[GRASS-user] r.in.gdal for importing categorical ArcGIS binary rasters

Markus Metz markus.metz.giswork at gmail.com
Fri Feb 21 08:12:34 PST 2014


On Fri, Feb 21, 2014 at 2:00 PM, Moritz Lennert
<mlennert at club.worldonline.be> wrote:
> On 21/02/14 11:30, Markus Metz wrote:
>>
>> On Fri, Feb 21, 2014 at 9:35 AM, Moritz Lennert
>> <mlennert at club.worldonline.be> wrote:
>>>
>>> On 20/02/14 22:14, Markus Metz wrote:
>>>>
>>>>
>>>> I would not replace a working gdal version with a probably not working
>>>> gdal version. Your gdalinfo reported a raster attribute table, not
>>>> mine. You could double-check again if your gdalinfo still finds a
>>>> raster attribute table, then import with r.in.gdal.
>>>
>>>
>>>
>>> Out of curiosity: if a table contains several columns which one(s) is/are
>>> imported and in what form do they appear in GRASS (I don't have a file
>>> here
>>> to test myself) ?
>>
>>
>> Each column has a dedicated usage. For "name" usage, the column is
>> treated as category labels. For any of the color usages, the column is
>> treated as corresponding red, green, or blue color. See also the gdal
>> documentation [0]. Currently, r.out.gdal exports category labels or
>> color rules to a raster attribute table with the new -t flag, and
>> r.in.gdal automatically imports any information it finds.
>>
>> Markus M
>>
>> [0] http://www.gdal.org/gdal_8h.html#a27bf786b965d5227da1acc2a4cab69a1
>
>
> So, IIUC you get the GFU_Name and the color information, but if the table
> contains several fields (which I guess will be of type GFU_Generic) these
> are ignored ?

GFU_Generic usage is ignored because it is unknown what this could be good for.

For importing categories, field usages GFU_Name + GFU_MinMax or
GFU_Name + GFU_Min + GFU_Max is needed.

For importing color rules, GFU_Min + GFU_Max + GFU_RedMin + GFU_RedMax
+ GFU_GreenMin + GFU_GreenMax + GFU_BlueMin + GFU_BlueMax (8 fields)
are needed, or GFU_MinMax + GFU_Red + GFU_Green + GFU_Blue (4 fields).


Which lines of the records contain "Maximum"? Collect every one of them.

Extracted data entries
▼

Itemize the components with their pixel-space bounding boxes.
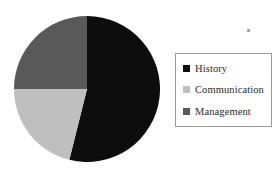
legend-swatch-history-icon <box>183 65 190 72</box>
legend-item-communication[interactable]: Communication <box>183 83 271 97</box>
legend-label-management: Management <box>195 106 251 117</box>
legend-item-management[interactable]: Management <box>183 104 271 118</box>
chart-canvas: History Communication Management <box>0 0 280 170</box>
legend-label-communication: Communication <box>195 84 264 95</box>
legend-item-history[interactable]: History <box>183 62 271 76</box>
legend-swatch-communication-icon <box>183 86 190 93</box>
legend-label-history: History <box>195 63 227 74</box>
legend-swatch-management-icon <box>183 108 190 115</box>
chart-legend: History Communication Management <box>175 53 272 127</box>
legend-list: History Communication Management <box>176 54 271 126</box>
pie-slices <box>14 16 160 162</box>
pie-slice-management[interactable] <box>14 16 87 89</box>
speck-mark-icon <box>247 29 250 32</box>
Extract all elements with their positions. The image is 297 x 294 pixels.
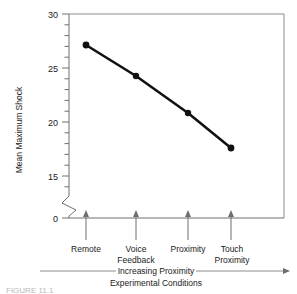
y-axis-break-icon <box>62 196 76 216</box>
line-chart: 30 25 20 15 0 Mean Maximum Shock <box>0 0 297 294</box>
plot-frame <box>69 14 284 218</box>
x-category-label-remote: Remote <box>71 244 101 254</box>
y-tick-label-30: 30 <box>48 10 58 20</box>
y-tick-label-25: 25 <box>48 64 58 74</box>
data-point-touch-proximity <box>228 145 235 152</box>
figure-caption: FIGURE 11.1 <box>6 286 54 294</box>
category-pointer-touch-proximity <box>228 210 234 240</box>
x-category-label-feedback: Feedback <box>117 255 155 265</box>
category-pointer-voice-feedback <box>133 210 139 240</box>
y-tick-label-20: 20 <box>48 118 58 128</box>
x-category-label-touch: Touch <box>221 244 244 254</box>
y-tick-label-0: 0 <box>53 214 58 224</box>
x-axis-title: Experimental Conditions <box>110 278 202 288</box>
increasing-proximity-label: Increasing Proximity <box>118 266 195 276</box>
y-tick-label-15: 15 <box>48 172 58 182</box>
data-point-remote <box>83 42 90 49</box>
figure-container: 30 25 20 15 0 Mean Maximum Shock <box>0 0 297 294</box>
right-arrow-icon <box>283 268 290 274</box>
x-category-label-voice: Voice <box>126 244 147 254</box>
category-pointer-remote <box>83 210 89 240</box>
y-axis-title: Mean Maximum Shock <box>14 86 24 173</box>
data-series-line <box>86 45 231 148</box>
data-point-proximity <box>185 110 191 116</box>
data-point-voice-feedback <box>133 73 139 79</box>
category-pointer-proximity <box>185 210 191 240</box>
x-category-label-touch-proximity: Proximity <box>215 255 251 265</box>
x-category-label-proximity: Proximity <box>171 244 207 254</box>
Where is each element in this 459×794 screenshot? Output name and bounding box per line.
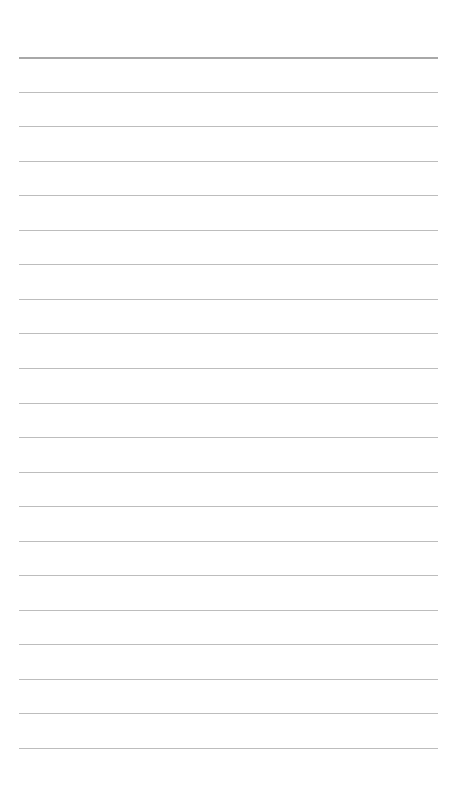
- rule-line: [19, 679, 438, 680]
- rule-line: [19, 92, 438, 93]
- rule-line: [19, 506, 438, 507]
- lined-page: [0, 0, 459, 794]
- rule-line: [19, 161, 438, 162]
- rule-line: [19, 575, 438, 576]
- rule-line: [19, 748, 438, 749]
- rule-line: [19, 299, 438, 300]
- rule-line: [19, 713, 438, 714]
- rule-line: [19, 368, 438, 369]
- rule-line: [19, 230, 438, 231]
- rule-line: [19, 264, 438, 265]
- rule-line: [19, 437, 438, 438]
- top-rule-line: [19, 57, 438, 59]
- rule-line: [19, 472, 438, 473]
- rule-line: [19, 126, 438, 127]
- rule-line: [19, 644, 438, 645]
- rule-line: [19, 610, 438, 611]
- rule-line: [19, 541, 438, 542]
- rule-line: [19, 403, 438, 404]
- rule-line: [19, 195, 438, 196]
- rule-line: [19, 333, 438, 334]
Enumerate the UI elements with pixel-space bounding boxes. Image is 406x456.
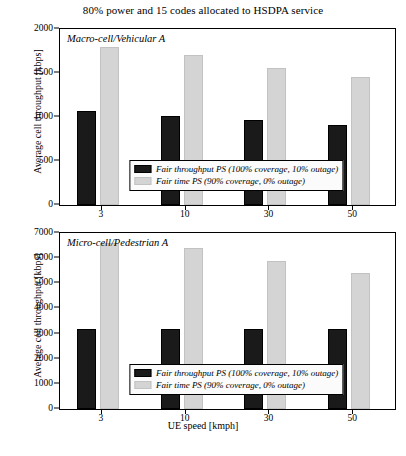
legend-entry-fair-time-ps: Fair time PS (90% coverage, 0% outage) bbox=[134, 379, 338, 391]
legend-label-fair-throughput-ps: Fair throughput PS (100% coverage, 10% o… bbox=[156, 164, 338, 174]
y-tick-label: 2000 bbox=[34, 23, 53, 33]
legend-swatch-dark-icon bbox=[134, 165, 151, 173]
y-axis-title-top: Average cell throughput [kbps] bbox=[32, 37, 43, 187]
panel-annotation-bottom: Micro-cell/Pedestrian A bbox=[67, 237, 168, 248]
legend-entry-fair-throughput-ps: Fair throughput PS (100% coverage, 10% o… bbox=[134, 163, 338, 175]
subplot-micro-cell: 01000200030004000500060007000 Average ce… bbox=[59, 232, 396, 410]
x-tick-label: 30 bbox=[264, 209, 274, 219]
bar bbox=[77, 111, 96, 205]
bar bbox=[351, 273, 370, 409]
y-tick-label: 7000 bbox=[34, 227, 53, 237]
legend-entry-fair-throughput-ps: Fair throughput PS (100% coverage, 10% o… bbox=[134, 367, 338, 379]
plot-area-top: Macro-cell/Vehicular A Fair throughput P… bbox=[59, 28, 396, 206]
x-tick-label: 3 bbox=[99, 209, 104, 219]
x-axis-title: UE speed [kmph] bbox=[0, 420, 406, 431]
bar bbox=[77, 329, 96, 409]
bar bbox=[100, 47, 119, 205]
x-tick-mark bbox=[352, 410, 353, 414]
legend-entry-fair-time-ps: Fair time PS (90% coverage, 0% outage) bbox=[134, 175, 338, 187]
x-tick-mark bbox=[268, 410, 269, 414]
x-tick-mark bbox=[185, 206, 186, 210]
legend-bottom: Fair throughput PS (100% coverage, 10% o… bbox=[129, 364, 343, 395]
legend-swatch-light-icon bbox=[134, 381, 151, 389]
legend-label-fair-time-ps: Fair time PS (90% coverage, 0% outage) bbox=[156, 176, 305, 186]
x-tick-label: 50 bbox=[347, 209, 357, 219]
bar bbox=[100, 243, 119, 409]
x-axis-top: 3103050 bbox=[59, 206, 396, 226]
panel-annotation-top: Macro-cell/Vehicular A bbox=[67, 33, 165, 44]
legend-label-fair-time-ps: Fair time PS (90% coverage, 0% outage) bbox=[156, 380, 305, 390]
x-tick-mark bbox=[352, 206, 353, 210]
legend-label-fair-throughput-ps: Fair throughput PS (100% coverage, 10% o… bbox=[156, 368, 338, 378]
x-tick-mark bbox=[268, 206, 269, 210]
x-tick-mark bbox=[185, 410, 186, 414]
x-tick-label: 10 bbox=[180, 209, 190, 219]
y-axis-title-bottom: Average cell throughput [kbps] bbox=[32, 241, 43, 391]
x-tick-mark bbox=[101, 410, 102, 414]
x-tick-mark bbox=[101, 206, 102, 210]
plot-area-bottom: Micro-cell/Pedestrian A Fair throughput … bbox=[59, 232, 396, 410]
y-tick-label: 0 bbox=[48, 199, 53, 209]
y-tick-label: 0 bbox=[48, 403, 53, 413]
bar bbox=[351, 77, 370, 205]
figure-title: 80% power and 15 codes allocated to HSDP… bbox=[0, 4, 406, 16]
legend-top: Fair throughput PS (100% coverage, 10% o… bbox=[129, 160, 343, 191]
legend-swatch-dark-icon bbox=[134, 369, 151, 377]
figure-root: 80% power and 15 codes allocated to HSDP… bbox=[0, 0, 406, 456]
legend-swatch-light-icon bbox=[134, 177, 151, 185]
subplot-macro-cell: 0500100015002000 Average cell throughput… bbox=[59, 28, 396, 206]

▲

_COMPLETED TASK_
line-chart: 30 25 20 15 0 Mean Maximum Shock <box>0 0 297 294</box>
figure-container: 30 25 20 15 0 Mean Maximum Shock <box>0 0 297 294</box>
y-axis-title: Mean Maximum Shock <box>14 86 24 173</box>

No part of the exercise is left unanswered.